Bannister stood up and walked to one of the small sliding windows that looked out. He had taken off his G-suit and dark green net survival vest. The sweat beneath was crusted white with salt and starting to dry on his flight suit. He dug a crushed pack of Luckies from his zippered left sleeve pocket and lit one before he answered. The Zippo he used had a thick rubber band around it. He had learned that trick from his Special Forces buddies at Bien Hoa to both keep the lighter from slipping out of a pocket as well as prevent it from clicking on another metal object.

"Forget it." He inhaled deeply, held it, and blew the smoke out in a long sigh. He could still see the fireball that Major Paul Austin's plane made after it hit the ground.

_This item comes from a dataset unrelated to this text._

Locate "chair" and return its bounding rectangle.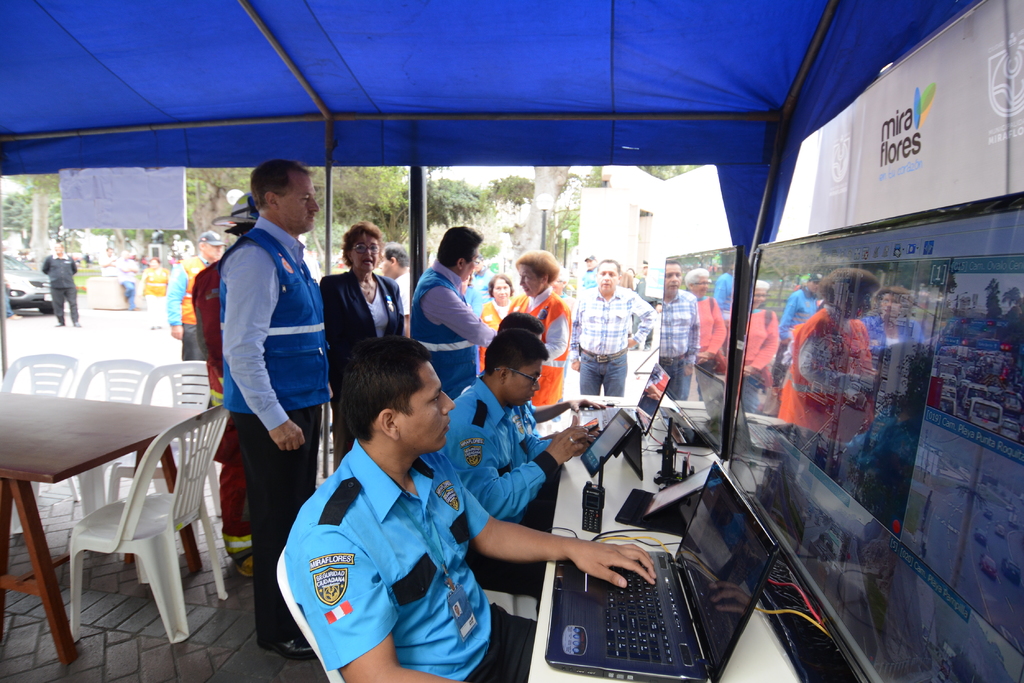
pyautogui.locateOnScreen(111, 357, 224, 552).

 "Why?" Russell asked after a minute.

"Too piddly."

"Well," Doc Russell said, "I guess I understand that." He stood up. "At any rate, Paul Austin will get one." He was silent for a moment. "Hell of a way to earn it, though."

After another pause he added, "Isn't his dad a general in the Pentagon?" He nodded to himself. "Sure he is, a three-star. So that's why Harry Rawson is so distraught." He looked to Bannister for corroboration.

"That's the one," Bannister said. He hoisted his gear and started for the door. "I've got to go debrief. There's big stuff going on up there near Loc Ninh. We stumbled into something hot and I don't mean just gun barrels."

"Okay," Russell said, nodding. "Keep your dirty mitts off those cuts. Maybe I'll see you tonight at the club."

Bannister walked out the door thinking about the intelligence debriefing session he was about to face in the wing headquarters building. He knew he could convince the lower ranking Intel people that something was up at Loc Ninh, but he wasn't at all sure whether the high level ones at Saigon would agree. They had their own concepts and didn't like input that upset them. That was one problem he could probably deal with. He wasn't so sure about the other.

What weighed on Bannister's mind far more than the Loc Ninh buildup was the lie he planned to tell the Flying Safety Officer about why Paul Austin crashed.





About the Author


Mark Berent is admirably suited to have written his historical fiction five-book Vietnam Wings of War series for he lived each story. He served four years and one day in the Vietnam War during the period from November 1965 until August 1973.
When asked why he kept going back, he replied: "A lot of reasons; because it was there, because I wanted a MiG, because when the threat goes up the paperwork goes down and the weinies run for cover, but mostly because the guys were still fighting. Everyday I'd pick up a paper and find another buddy KIA, MIA, or POW. I just couldn't stay on the beach."
Now he writes about these men. He has five books in print and Ebooks; Rolling Thunder, Steel Tiger, Phantom Leader, Eagle Station, and Storm Flight. Although historical fiction, the books are about the men and women who gave everything they had in a war they weren't allowed to win. FAC pilots, Phantom crews, Thud, Hun, and Buff crews, gunship pilots and gunners, green berets, grunts, carrier jocks, MAC contract stews, boomers and tankers, from corporals to colonels; the whole nine yards about the day-to-day heroism and heroes we all know and loved . . . and some we hated. By way of contrast, LBJ in the Oval Office and McNamara in the Pentagon E Ring are included and the words they spoke as they picked strike targets over lunch are included in great detail, yes indeed. As are those of Jane Fonda and Tom Hayden.